Monday, January 30, 2017

Midnight Pirates by Ally Kennen

Author: Ally Kennen
Original title:  Midnight Pirates   
Pages: 227
Edition Language: English
Series: no 

Format:  Paperback
Genres: Children, YA, Fiction 
Goodreads


Blurb:
     Midnight pirates is about a young girl Miranda and her two brothers, Jackie aged 10 and Cal aged 17. This story is set by the beach in a hotel named the Dodo. But disaster strikes as the three of them are sent to boarding school while their parents are going to a wedding and they will never see the bankrupt Dodo hotel ever again.
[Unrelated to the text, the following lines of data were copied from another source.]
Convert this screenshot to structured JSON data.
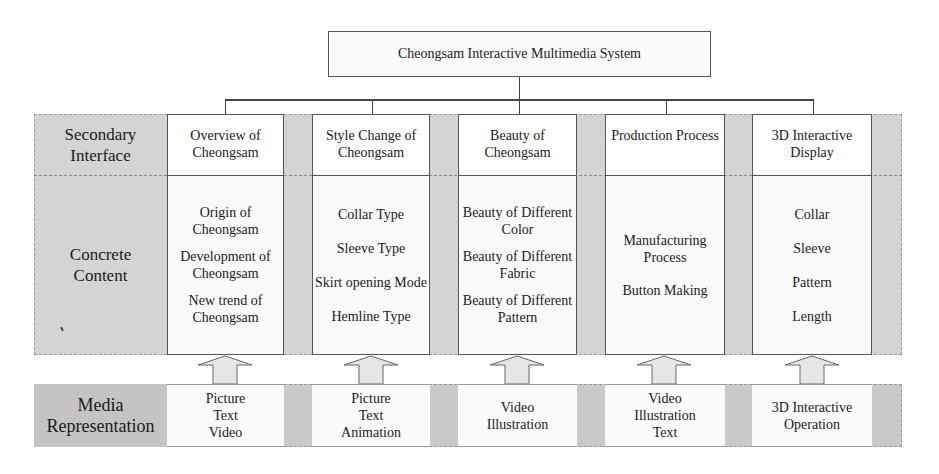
{
  "diagram": {
    "root": "Cheongsam Interactive Multimedia System",
    "row_labels": {
      "secondary": "Secondary\nInterface",
      "concrete": "Concrete\nContent",
      "media": "Media\nRepresentation"
    },
    "columns": [
      {
        "title": "Overview of\nCheongsam",
        "content": [
          "Origin of\nCheongsam",
          "Development of\nCheongsam",
          "New trend of\nCheongsam"
        ],
        "media": "Picture\nText\nVideo"
      },
      {
        "title": "Style Change of\nCheongsam",
        "content": [
          "Collar Type",
          "Sleeve Type",
          "Skirt opening Mode",
          "Hemline Type"
        ],
        "media": "Picture\nText\nAnimation"
      },
      {
        "title": "Beauty of\nCheongsam",
        "content": [
          "Beauty of Different\nColor",
          "Beauty of Different\nFabric",
          "Beauty of Different\nPattern"
        ],
        "media": "Video\nIllustration"
      },
      {
        "title": "Production Process",
        "content": [
          "Manufacturing\nProcess",
          "Button Making"
        ],
        "media": "Video\nIllustration\nText"
      },
      {
        "title": "3D Interactive\nDisplay",
        "content": [
          "Collar",
          "Sleeve",
          "Pattern",
          "Length"
        ],
        "media": "3D Interactive\nOperation"
      }
    ],
    "colors": {
      "band_gray": "#d4d4d4",
      "media_gray": "#c9c9c9",
      "box_white": "#ffffff",
      "line": "#444444",
      "arrow_fill": "#e6e6e6"
    }
  }
}
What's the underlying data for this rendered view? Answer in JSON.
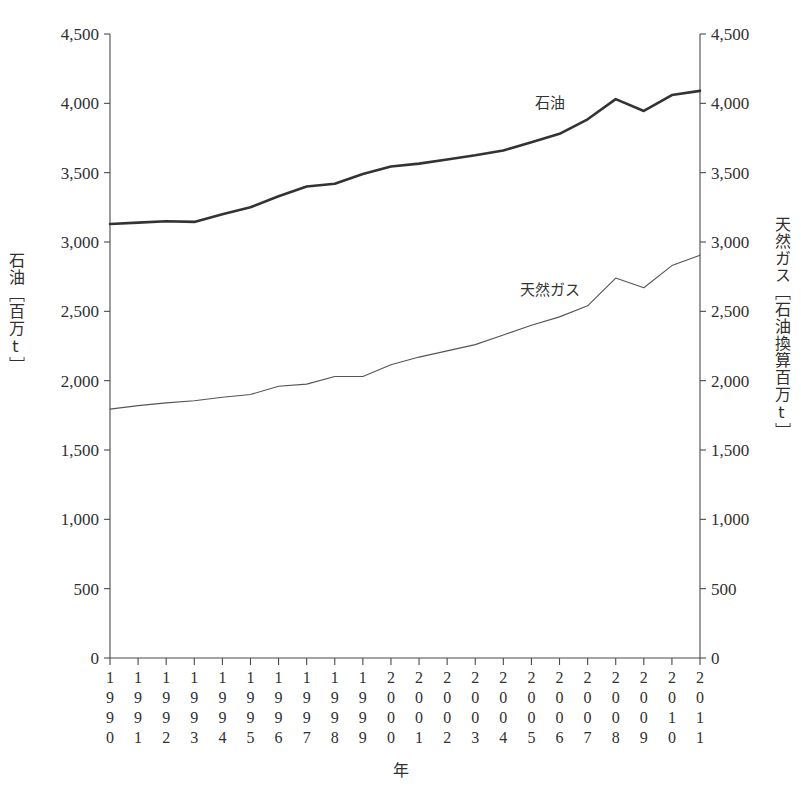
{
  "chart_data": {
    "type": "line",
    "title": "",
    "xlabel": "年",
    "ylabel_left": "石油［百万t］",
    "ylabel_right": "天然ガス［石油換算百万t］",
    "categories": [
      "1990",
      "1991",
      "1992",
      "1993",
      "1994",
      "1995",
      "1996",
      "1997",
      "1998",
      "1999",
      "2000",
      "2001",
      "2002",
      "2003",
      "2004",
      "2005",
      "2006",
      "2007",
      "2008",
      "2009",
      "2010",
      "2011"
    ],
    "ylim_left": [
      0,
      4500
    ],
    "ylim_right": [
      0,
      4500
    ],
    "yticks_left": [
      "0",
      "500",
      "1,000",
      "1,500",
      "2,000",
      "2,500",
      "3,000",
      "3,500",
      "4,000",
      "4,500"
    ],
    "yticks_right": [
      "0",
      "500",
      "1,000",
      "1,500",
      "2,000",
      "2,500",
      "3,000",
      "3,500",
      "4,000",
      "4,500"
    ],
    "ytick_values": [
      0,
      500,
      1000,
      1500,
      2000,
      2500,
      3000,
      3500,
      4000,
      4500
    ],
    "grid": false,
    "legend_position": "inline-annotation",
    "series": [
      {
        "name": "石油",
        "unit": "百万t",
        "label_x_year": "2006",
        "values": [
          3130,
          3140,
          3150,
          3145,
          3200,
          3250,
          3330,
          3400,
          3420,
          3490,
          3545,
          3565,
          3595,
          3625,
          3660,
          3720,
          3780,
          3885,
          4030,
          3945,
          4060,
          4090
        ]
      },
      {
        "name": "天然ガス",
        "unit": "石油換算百万t",
        "label_x_year": "2006",
        "values": [
          1795,
          1820,
          1840,
          1855,
          1880,
          1900,
          1960,
          1975,
          2030,
          2030,
          2115,
          2170,
          2215,
          2260,
          2330,
          2400,
          2460,
          2540,
          2740,
          2670,
          2830,
          2905
        ]
      }
    ]
  },
  "axes": {
    "left_title_chars": [
      "石",
      "油",
      "［",
      "百",
      "万",
      "t",
      "］"
    ],
    "right_title_chars": [
      "天",
      "然",
      "ガ",
      "ス",
      "［",
      "石",
      "油",
      "換",
      "算",
      "百",
      "万",
      "t",
      "］"
    ],
    "x_axis_caption": "年"
  }
}
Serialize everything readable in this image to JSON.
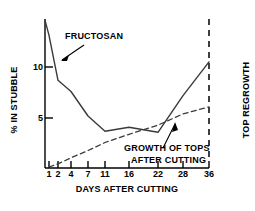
{
  "chart_data": {
    "type": "line",
    "title": "",
    "xlabel": "DAYS AFTER CUTTING",
    "ylabel": "% IN STUBBLE",
    "grid": false,
    "legend_position": "inline-annotations",
    "x_tick_labels": [
      "1",
      "2",
      "4",
      "7",
      "11",
      "16",
      "22",
      "28",
      "36"
    ],
    "x_tick_values": [
      1,
      2,
      4,
      7,
      11,
      16,
      22,
      28,
      36
    ],
    "x_axis_scale": "non-linear category spacing",
    "y_tick_labels": [
      "5",
      "10"
    ],
    "y_tick_values": [
      5,
      10
    ],
    "ylim": [
      0,
      14.6
    ],
    "xlim_labels": [
      "0",
      "36"
    ],
    "series": [
      {
        "name": "FRUCTOSAN",
        "style": "solid",
        "color": "#000000",
        "x": [
          0,
          1,
          2,
          4,
          7,
          11,
          16,
          22,
          28,
          36
        ],
        "values": [
          14.6,
          13.1,
          8.7,
          7.6,
          5.2,
          3.7,
          4.1,
          3.6,
          7.2,
          10.5
        ]
      },
      {
        "name": "GROWTH OF TOPS AFTER CUTTING",
        "style": "dashed",
        "color": "#000000",
        "x": [
          1,
          2,
          4,
          7,
          11,
          16,
          22,
          28,
          36
        ],
        "values": [
          0.2,
          0.5,
          1.1,
          1.8,
          2.6,
          3.4,
          4.3,
          5.4,
          6.1
        ]
      }
    ],
    "annotations": [
      {
        "id": "fructosan-callout",
        "text": "FRUCTOSAN",
        "points_to_series": "FRUCTOSAN",
        "has_leader_line": true
      },
      {
        "id": "growth-callout",
        "text": "GROWTH OF TOPS AFTER CUTTING",
        "points_to_series": "GROWTH OF TOPS AFTER CUTTING",
        "has_leader_line": true
      },
      {
        "id": "top-regrowth-marker",
        "text": "TOP REGROWTH",
        "marker_type": "vertical-dashed-line",
        "at_x": 36,
        "orientation": "vertical"
      }
    ]
  },
  "labels": {
    "y_axis_title": "% IN STUBBLE",
    "x_axis_title": "DAYS AFTER CUTTING",
    "fructosan": "FRUCTOSAN",
    "growth_line_1": "GROWTH OF TOPS",
    "growth_line_2": "AFTER CUTTING",
    "top_regrowth": "TOP REGROWTH"
  },
  "x_ticks": [
    {
      "label": "1"
    },
    {
      "label": "2"
    },
    {
      "label": "4"
    },
    {
      "label": "7"
    },
    {
      "label": "11"
    },
    {
      "label": "16"
    },
    {
      "label": "22"
    },
    {
      "label": "28"
    },
    {
      "label": "36"
    }
  ],
  "y_ticks": [
    {
      "label": "10"
    },
    {
      "label": "5"
    }
  ],
  "colors": {
    "background": "#ffffff",
    "ink": "#000000"
  }
}
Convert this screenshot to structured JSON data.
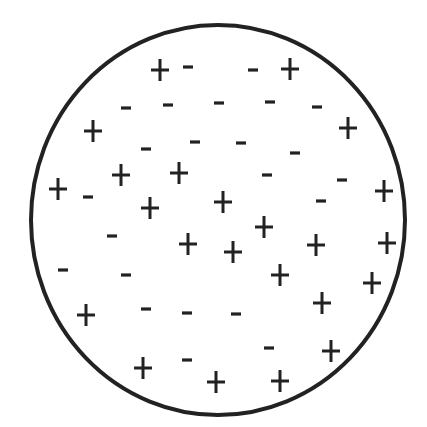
{
  "diagram": {
    "colors": {
      "background": "#ffffff",
      "ink": "#222222"
    },
    "circle": {
      "cx": 218,
      "cy": 220,
      "rx": 187,
      "ry": 195,
      "stroke_width": 4
    },
    "charges": [
      {
        "sign": "+",
        "x": 160,
        "y": 70
      },
      {
        "sign": "-",
        "x": 188,
        "y": 67
      },
      {
        "sign": "-",
        "x": 253,
        "y": 70
      },
      {
        "sign": "+",
        "x": 290,
        "y": 69
      },
      {
        "sign": "-",
        "x": 126,
        "y": 108
      },
      {
        "sign": "-",
        "x": 168,
        "y": 105
      },
      {
        "sign": "-",
        "x": 219,
        "y": 103
      },
      {
        "sign": "-",
        "x": 270,
        "y": 102
      },
      {
        "sign": "-",
        "x": 317,
        "y": 107
      },
      {
        "sign": "+",
        "x": 93,
        "y": 131
      },
      {
        "sign": "+",
        "x": 348,
        "y": 128
      },
      {
        "sign": "-",
        "x": 146,
        "y": 149
      },
      {
        "sign": "-",
        "x": 195,
        "y": 142
      },
      {
        "sign": "-",
        "x": 241,
        "y": 143
      },
      {
        "sign": "-",
        "x": 295,
        "y": 153
      },
      {
        "sign": "+",
        "x": 121,
        "y": 175
      },
      {
        "sign": "+",
        "x": 179,
        "y": 173
      },
      {
        "sign": "-",
        "x": 267,
        "y": 175
      },
      {
        "sign": "-",
        "x": 342,
        "y": 180
      },
      {
        "sign": "+",
        "x": 58,
        "y": 189
      },
      {
        "sign": "-",
        "x": 88,
        "y": 197
      },
      {
        "sign": "+",
        "x": 384,
        "y": 191
      },
      {
        "sign": "+",
        "x": 150,
        "y": 208
      },
      {
        "sign": "+",
        "x": 223,
        "y": 202
      },
      {
        "sign": "-",
        "x": 321,
        "y": 201
      },
      {
        "sign": "+",
        "x": 264,
        "y": 227
      },
      {
        "sign": "-",
        "x": 112,
        "y": 236
      },
      {
        "sign": "+",
        "x": 188,
        "y": 244
      },
      {
        "sign": "+",
        "x": 233,
        "y": 252
      },
      {
        "sign": "+",
        "x": 316,
        "y": 245
      },
      {
        "sign": "+",
        "x": 387,
        "y": 243
      },
      {
        "sign": "-",
        "x": 63,
        "y": 270
      },
      {
        "sign": "-",
        "x": 126,
        "y": 275
      },
      {
        "sign": "+",
        "x": 280,
        "y": 275
      },
      {
        "sign": "+",
        "x": 372,
        "y": 283
      },
      {
        "sign": "+",
        "x": 86,
        "y": 315
      },
      {
        "sign": "-",
        "x": 146,
        "y": 309
      },
      {
        "sign": "-",
        "x": 187,
        "y": 313
      },
      {
        "sign": "-",
        "x": 236,
        "y": 314
      },
      {
        "sign": "+",
        "x": 322,
        "y": 303
      },
      {
        "sign": "-",
        "x": 269,
        "y": 348
      },
      {
        "sign": "+",
        "x": 331,
        "y": 351
      },
      {
        "sign": "+",
        "x": 143,
        "y": 368
      },
      {
        "sign": "-",
        "x": 187,
        "y": 360
      },
      {
        "sign": "+",
        "x": 216,
        "y": 382
      },
      {
        "sign": "+",
        "x": 280,
        "y": 381
      }
    ],
    "counts": {
      "positive": 24,
      "negative": 22
    }
  }
}
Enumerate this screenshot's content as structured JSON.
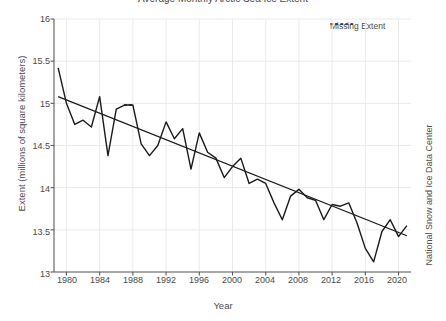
{
  "title": {
    "text": "Average Monthly Arctic Sea Ice Extent",
    "color": "#4a4a4a"
  },
  "axis": {
    "xlabel": "Year",
    "ylabel": "Extent (millions of square kilometers)",
    "right_label": "National Snow and Ice Data Center",
    "xticks": [
      "1980",
      "1984",
      "1988",
      "1992",
      "1996",
      "2000",
      "2004",
      "2008",
      "2012",
      "2016",
      "2020"
    ],
    "yticks": [
      "16",
      "15.5",
      "15",
      "14.5",
      "14",
      "13.5",
      "13"
    ],
    "xlim": [
      1978.5,
      2021.5
    ],
    "ylim": [
      13,
      16
    ],
    "grid": true,
    "grid_color": "#eaeaea",
    "axis_color": "#5a5a5a"
  },
  "legend": {
    "position": "top-right",
    "entries": [
      {
        "label": "Missing Extent",
        "style": "dotted",
        "color": "#1a1a1a"
      }
    ]
  },
  "colors": {
    "series_line": "#1a1a1a",
    "trend_line": "#1a1a1a",
    "background": "#ffffff"
  },
  "chart_data": {
    "type": "line",
    "title": "Average Monthly Arctic Sea Ice Extent",
    "xlabel": "Year",
    "ylabel": "Extent (millions of square kilometers)",
    "xlim": [
      1978.5,
      2021.5
    ],
    "ylim": [
      13,
      16
    ],
    "grid": true,
    "series": [
      {
        "name": "Extent",
        "style": "solid",
        "color": "#1a1a1a",
        "x": [
          1979,
          1980,
          1981,
          1982,
          1983,
          1984,
          1985,
          1986,
          1987,
          1988,
          1989,
          1990,
          1991,
          1992,
          1993,
          1994,
          1995,
          1996,
          1997,
          1998,
          1999,
          2000,
          2001,
          2002,
          2003,
          2004,
          2005,
          2006,
          2007,
          2008,
          2009,
          2010,
          2011,
          2012,
          2013,
          2014,
          2015,
          2016,
          2017,
          2018,
          2019,
          2020,
          2021
        ],
        "y": [
          15.42,
          15.0,
          14.75,
          14.8,
          14.72,
          15.08,
          14.38,
          14.93,
          14.98,
          14.98,
          14.52,
          14.38,
          14.5,
          14.78,
          14.58,
          14.7,
          14.22,
          14.65,
          14.42,
          14.35,
          14.12,
          14.25,
          14.35,
          14.05,
          14.1,
          14.05,
          13.82,
          13.62,
          13.9,
          13.98,
          13.88,
          13.85,
          13.62,
          13.8,
          13.78,
          13.82,
          13.58,
          13.28,
          13.12,
          13.48,
          13.62,
          13.42,
          13.55
        ]
      },
      {
        "name": "Missing Extent",
        "style": "dotted",
        "color": "#1a1a1a",
        "x": [
          1987,
          1988
        ],
        "y": [
          14.98,
          14.98
        ]
      },
      {
        "name": "Linear Trend",
        "style": "solid",
        "color": "#1a1a1a",
        "x": [
          1979,
          2021
        ],
        "y": [
          15.08,
          13.43
        ]
      }
    ],
    "annotations": [
      {
        "text": "National Snow and Ice Data Center",
        "position": "right-margin"
      }
    ]
  }
}
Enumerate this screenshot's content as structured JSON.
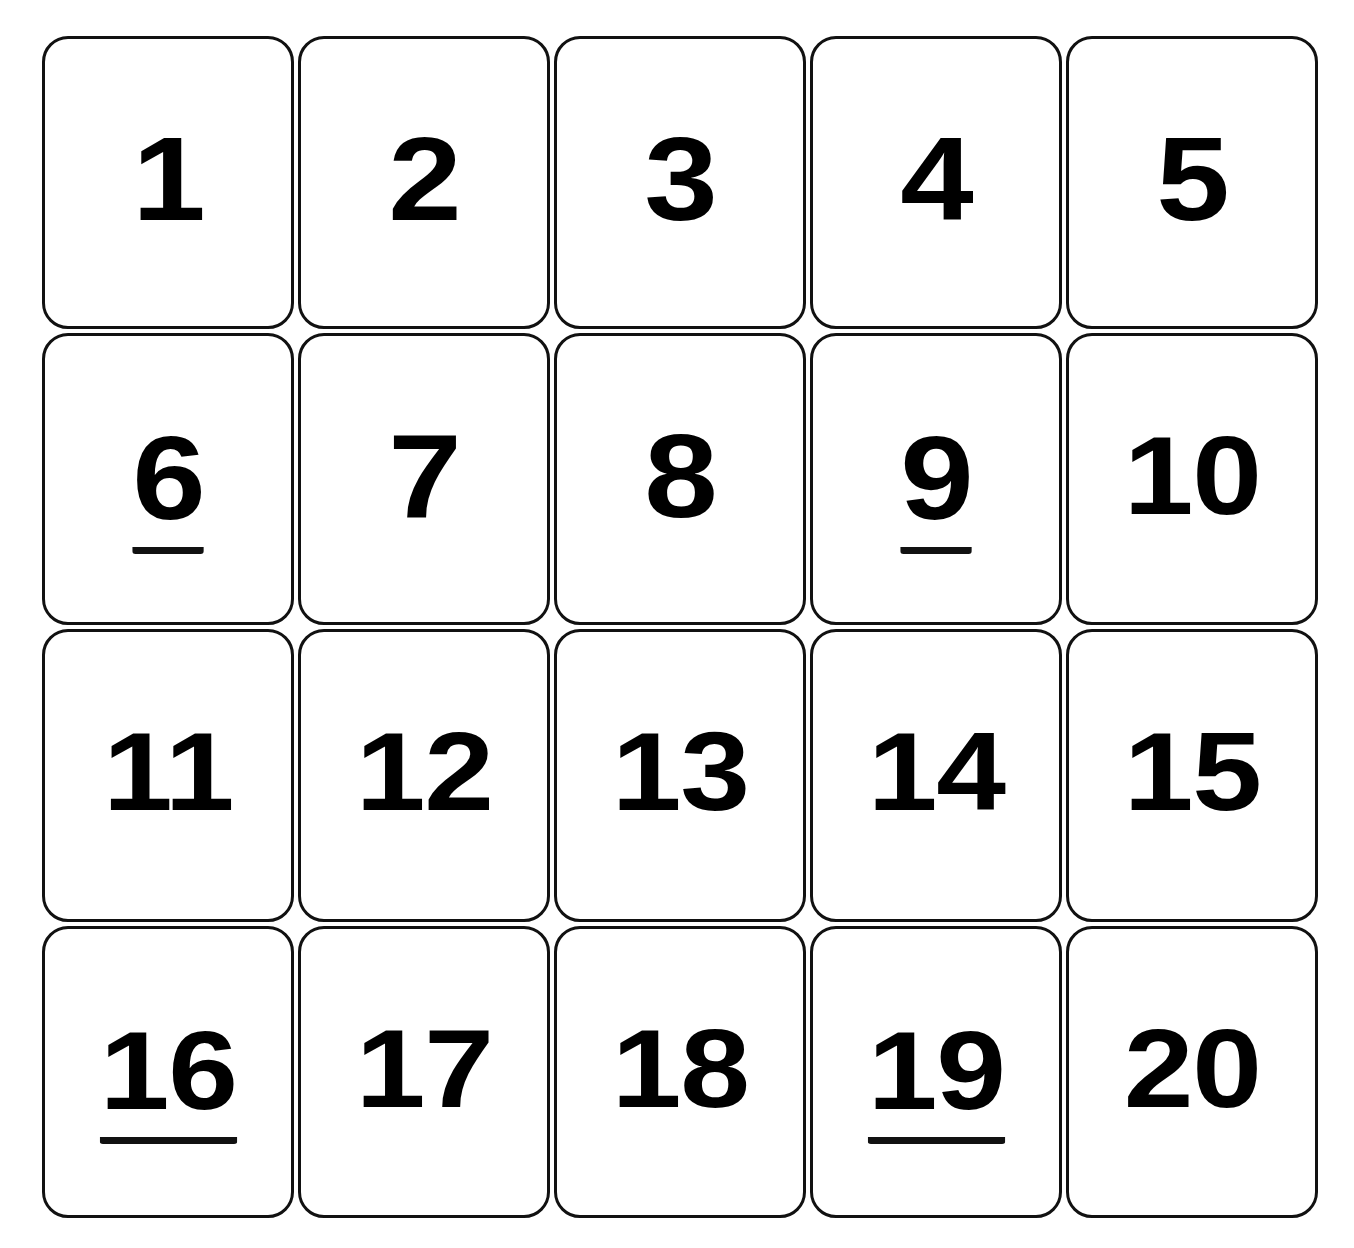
{
  "cards": [
    {
      "label": "1",
      "underlined": false
    },
    {
      "label": "2",
      "underlined": false
    },
    {
      "label": "3",
      "underlined": false
    },
    {
      "label": "4",
      "underlined": false
    },
    {
      "label": "5",
      "underlined": false
    },
    {
      "label": "6",
      "underlined": true
    },
    {
      "label": "7",
      "underlined": false
    },
    {
      "label": "8",
      "underlined": false
    },
    {
      "label": "9",
      "underlined": true
    },
    {
      "label": "10",
      "underlined": false
    },
    {
      "label": "11",
      "underlined": false
    },
    {
      "label": "12",
      "underlined": false
    },
    {
      "label": "13",
      "underlined": false
    },
    {
      "label": "14",
      "underlined": false
    },
    {
      "label": "15",
      "underlined": false
    },
    {
      "label": "16",
      "underlined": true
    },
    {
      "label": "17",
      "underlined": false
    },
    {
      "label": "18",
      "underlined": false
    },
    {
      "label": "19",
      "underlined": true
    },
    {
      "label": "20",
      "underlined": false
    }
  ],
  "colors": {
    "border": "#111111",
    "text": "#000000",
    "background": "#ffffff"
  }
}
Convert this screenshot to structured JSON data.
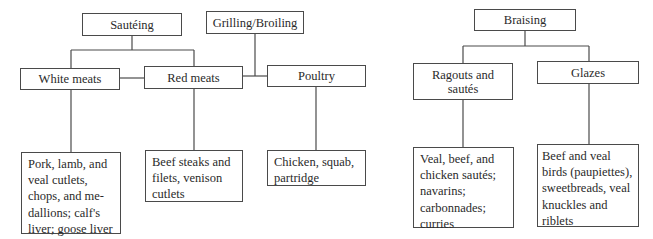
{
  "left_group": {
    "methods": {
      "sauteing": "Sautéing",
      "grilling": "Grilling/Broiling"
    },
    "categories": {
      "white_meats": "White meats",
      "red_meats": "Red meats",
      "poultry": "Poultry"
    },
    "examples": {
      "white_meats": "Pork, lamb, and\nveal cutlets,\nchops, and me-\ndallions; calf's\nliver; goose liver",
      "red_meats": "Beef steaks and\nfilets, venison\ncutlets",
      "poultry": "Chicken, squab,\npartridge"
    }
  },
  "right_group": {
    "methods": {
      "braising": "Braising"
    },
    "categories": {
      "ragouts": "Ragouts and\nsautés",
      "glazes": "Glazes"
    },
    "examples": {
      "ragouts": "Veal, beef, and\nchicken sautés;\nnavarins;\ncarbonnades;\ncurries",
      "glazes": "Beef and veal\nbirds (paupiettes),\nsweetbreads, veal\nknuckles and\nriblets"
    }
  }
}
Only it doesn't go quite as planned.
      After her younger brother Jackie escapes back to the Dodo hotel Cal and Miranda have no other option but to go after him and miss the train to the school. Shortly after arriving at the hotel they receive guests, but little do they know the guests true identity. Can they save the Dodo? And what are the guest's true colours? 

My thought:
     I was not expecting much from this book as it's not my usual cup of tea. But the book is good: it has a solid plot, suspense, and mystery. Every character has its own voice and opinion. However good it is I still had major issues reading it. From the point of view of a young reader the book is full of rebellion, challenges, adventure and freedom. From an adult point of view I can see only disobedience, disrespect towards adults, danger and irresponsibleness.
      I really disliked the children from the book because of their lies to the parents and their irresponsible behavior. One situation just killed me: when they got new guests, they could not actually provide any basic comfort to the guests (and we must take into consideration that all children were involved into the hotel business from early childhood); the maximum effort was to provide semi-clean linen; the rest is the description of how they enjoyed their freedom and idleness. Really? That’s the idea of 17 year old and 15 year old about hotel management. Then I guess parents made some major mistakes in their upbringing. That all really gets in the way and spoiled the impression, and I tried to like the characters, really... but just could not.
      From the adventure point of view I have no problems (keeping in might again that this is the book for 11-13 year old). Real pirates, danger to kill the environment of the bay, loneliness, fear and courage: everything was in the order and from this perspective I liked the book.
      Altogether, I think it is an easy, exciting read for teenagers, but the characters’ behavior does not set a good example.